Join today and have your say! It’s FREE!

Become a member today, It's free!

We will not release or resell your information to third parties without your permission.
Please Try Again
{{ error }}
By providing my email, I consent to receiving investment related electronic messages from Stockhouse.

or

Sign In

Please Try Again
{{ error }}
Password Hint : {{passwordHint}}
Forgot Password?

or

Please Try Again {{ error }}

Send my password

SUCCESS
An email was sent with password retrieval instructions. Please go to the link in the email message to retrieve your password.

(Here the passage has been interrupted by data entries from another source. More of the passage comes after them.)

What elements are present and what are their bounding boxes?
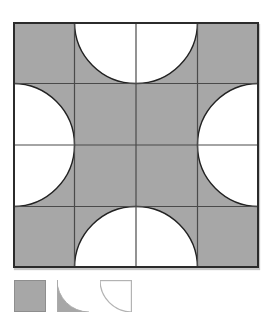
legend-row	[14, 280, 132, 312]
legend-shaded-square	[14, 280, 46, 312]
legend-quarter-circle-piece	[100, 280, 132, 312]
grid-circles-figure	[13, 22, 259, 268]
worksheet-page	[0, 0, 275, 318]
legend-concave-corner-piece	[57, 280, 89, 312]
legend-filled-square-shape	[15, 281, 46, 312]
legend-quarter-arc	[100, 280, 132, 312]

Become a member today, It's free!

We will not release or resell your information to third parties without your permission.
Quote  |  Bullboard  |  News  |  Opinion  |  Profile  |  Peers  |  Filings  |  Financials  |  Options  |  Price History  |  Ratios  |  Ownership  |  Insiders  |  Valuation

Concordia Healthcare Corp. T.CXR.R



TSX:CXR.R - Post by User

Comment by Craigbadon Oct 17, 2016 10:45am
48 Views
Post# 25350971

RE:RE:RE:Taking it in the Chin

RE:RE:RE:Taking it in the ChinI'll try and simplify what has been happening for you on multiple using a simple ebitda multiple since you are putting some work into it. Mosts analysts use ev/ebitda but this is for demonstration purpose.

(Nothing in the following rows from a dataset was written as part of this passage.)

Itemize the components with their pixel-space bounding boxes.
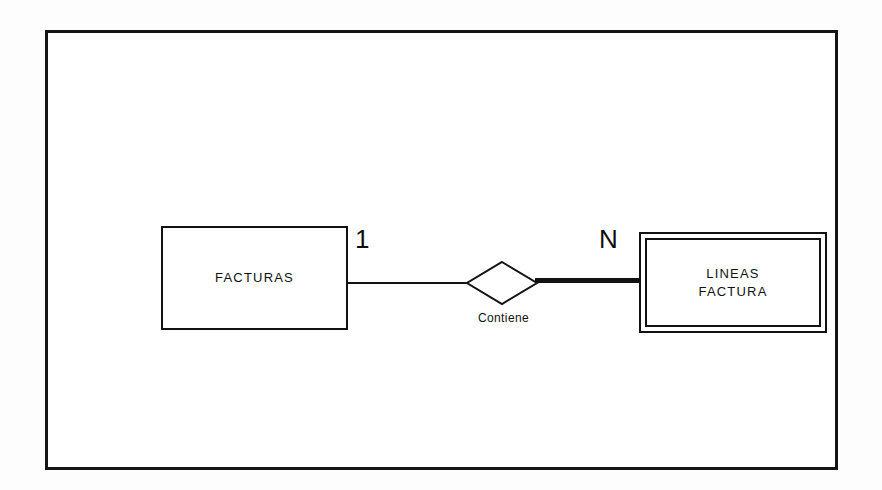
entity-facturas-label: FACTURAS [215, 269, 294, 287]
cardinality-many: N [599, 226, 618, 252]
connector-contiene-to-lineas-factura [535, 278, 640, 283]
diagram-frame: FACTURAS 1 Contiene N LINEAS FACTURA [45, 30, 838, 470]
weak-entity-inner-border: LINEAS FACTURA [645, 238, 821, 327]
connector-facturas-to-contiene [348, 282, 468, 284]
diagram-page: FACTURAS 1 Contiene N LINEAS FACTURA [0, 0, 882, 490]
entity-facturas[interactable]: FACTURAS [161, 226, 348, 330]
cardinality-one: 1 [355, 226, 369, 252]
entity-lineas-factura[interactable]: LINEAS FACTURA [639, 232, 827, 333]
diamond-shape [466, 261, 538, 305]
entity-lineas-factura-label: LINEAS FACTURA [698, 265, 767, 300]
relationship-contiene[interactable] [466, 261, 538, 305]
relationship-contiene-label: Contiene [456, 311, 551, 325]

if a company gets a 7.5 x ebitda multiple and has no debt, that multiple is strictly on ebitda

in the case of cxr it would look like this taking debt into the equation.

when the debt target was 6.4 the equity portion of the muliple would be 1.1
6.4+1.1= 7.5

when they added more debt with notes it looks like this.
7+.5=7.5
 
so the multiple stays static, the debt takes a bigger portion of the multiple which all comes out of the equity value.
Equity portion of muliple is now .5 compared to 1.1 which is roughly 55% less after debt was added.

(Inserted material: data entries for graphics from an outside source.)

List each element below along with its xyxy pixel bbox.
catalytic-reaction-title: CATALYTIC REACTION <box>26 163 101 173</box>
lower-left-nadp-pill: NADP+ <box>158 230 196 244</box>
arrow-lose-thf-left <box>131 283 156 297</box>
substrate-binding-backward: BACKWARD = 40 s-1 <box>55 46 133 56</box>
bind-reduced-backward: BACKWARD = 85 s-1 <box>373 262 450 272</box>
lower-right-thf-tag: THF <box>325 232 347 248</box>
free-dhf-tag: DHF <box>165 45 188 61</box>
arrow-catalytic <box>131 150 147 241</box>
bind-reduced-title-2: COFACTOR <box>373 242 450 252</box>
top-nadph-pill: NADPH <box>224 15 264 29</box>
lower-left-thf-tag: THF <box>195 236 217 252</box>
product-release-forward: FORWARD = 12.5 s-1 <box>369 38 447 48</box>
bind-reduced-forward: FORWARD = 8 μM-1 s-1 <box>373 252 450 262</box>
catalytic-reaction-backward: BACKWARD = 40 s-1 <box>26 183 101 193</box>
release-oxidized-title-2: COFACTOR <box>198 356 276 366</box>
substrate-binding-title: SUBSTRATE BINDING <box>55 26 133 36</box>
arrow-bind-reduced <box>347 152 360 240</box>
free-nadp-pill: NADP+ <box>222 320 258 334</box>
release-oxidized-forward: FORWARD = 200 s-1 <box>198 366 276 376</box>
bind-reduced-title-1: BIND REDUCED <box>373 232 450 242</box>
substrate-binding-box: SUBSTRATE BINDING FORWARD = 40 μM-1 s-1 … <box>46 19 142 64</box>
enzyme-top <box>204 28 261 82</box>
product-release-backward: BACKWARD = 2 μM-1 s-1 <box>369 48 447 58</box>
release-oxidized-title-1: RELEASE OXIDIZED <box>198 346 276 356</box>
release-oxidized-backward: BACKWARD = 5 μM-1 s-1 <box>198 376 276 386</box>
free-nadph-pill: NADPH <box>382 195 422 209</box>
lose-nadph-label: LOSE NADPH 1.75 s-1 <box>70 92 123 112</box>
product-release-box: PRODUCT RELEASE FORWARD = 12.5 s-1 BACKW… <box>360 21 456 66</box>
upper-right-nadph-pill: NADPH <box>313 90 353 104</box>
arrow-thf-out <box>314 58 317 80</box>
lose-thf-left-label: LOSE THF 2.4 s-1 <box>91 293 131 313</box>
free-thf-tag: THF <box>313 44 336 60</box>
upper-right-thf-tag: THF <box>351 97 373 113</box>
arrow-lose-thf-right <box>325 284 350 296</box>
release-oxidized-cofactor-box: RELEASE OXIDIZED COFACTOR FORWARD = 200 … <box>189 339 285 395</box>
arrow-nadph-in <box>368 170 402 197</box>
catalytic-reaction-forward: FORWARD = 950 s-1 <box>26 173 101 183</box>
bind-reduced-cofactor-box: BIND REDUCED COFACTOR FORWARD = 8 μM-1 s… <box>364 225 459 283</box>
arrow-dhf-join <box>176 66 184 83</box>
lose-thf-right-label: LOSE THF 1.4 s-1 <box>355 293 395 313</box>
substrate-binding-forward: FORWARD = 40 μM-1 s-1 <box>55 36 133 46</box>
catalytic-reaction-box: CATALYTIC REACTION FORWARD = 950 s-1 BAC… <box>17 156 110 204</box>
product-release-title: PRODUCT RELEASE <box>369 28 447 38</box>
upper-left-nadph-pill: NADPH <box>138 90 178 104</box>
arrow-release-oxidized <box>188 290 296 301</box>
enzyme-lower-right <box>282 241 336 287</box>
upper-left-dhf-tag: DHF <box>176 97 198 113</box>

its a little more complicated than that, but may help you understand a little better.


ryehigh2014 wrote: You realize the 350MM issuance was positive right? The company had a HUGE liquidity issue. Note liquidity does not equal insolvency but it can lead to it very very quickly.

The company is NOT insolvent and generates enough FCF. The company was illiquid before the issue when comparing against current liabilities. 

I agree with you on the cable rate (GBPUSD). That will weigh on earnings. Although I modeled it at 1.21 and numbers looked fine.